Primary endpoints must align with how the intervention exerts its effect. Mortality is appropriate for therapies capable of altering survival trajectories; it is far less appropriate for changes to monitoring or workflow.
Protocols should avoid suppressing the pathways through which differences might emerge; doing so undermines the capacity of the trial to inform.
We need to broaden our understanding of bias. Academic incentives can shape trials toward publishability, just as industry incentives can shape trials toward surrogate-outcome benefit. The safeguard is transparency—about how margins are chosen, how endpoints align with mechanisms, and how design decisions influence the likelihood of statistical success.
Scott Matson is an academic clinician scientist in pulmonary and critical medicine. His research focuses on translational biomarker discovery and clinical trial design in autoimmune and fibrotic lung disease.

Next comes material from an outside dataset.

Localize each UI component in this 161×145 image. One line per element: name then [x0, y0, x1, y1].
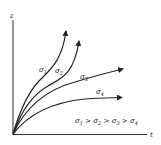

Agree. Industry incentives are overt and obvious. Nice to have a post that shines a light on academic incentives.
I would say that my generation had “hard outcomes” drilled in as the de facto gold standard, but this is a good reminder that hard outcomes, upon which an intervention has no hope of impacting, will simply make “non inferiority” inevitable. This lesson should come in a box-set, paired with Dr. JMM’s oft-issued refrain where composites of outcomes that move in opposite directions also make non-inferiority the default result.
I wonder if the heuristic might be, if you know the outcome before that trial even starts, then that’s a bogus study.
The antiquated academic mantra (incentive) “publish or perish” significantly dilutes the quality of research in all fields of study—medicine being no exception. Perhaps we have too many research institutions, many of which should focus more on teaching. Perhaps the increasing number of non- inferiority studies is an indicator that too many federal dollars are made available. Can the country (taxpayers) continue to afford research that provides nebulous outcomes? My radical idea is that ALL federal funding of research be put on hold for 5-10 years; instead, promote private and corporate funding of research with tax credit incentives.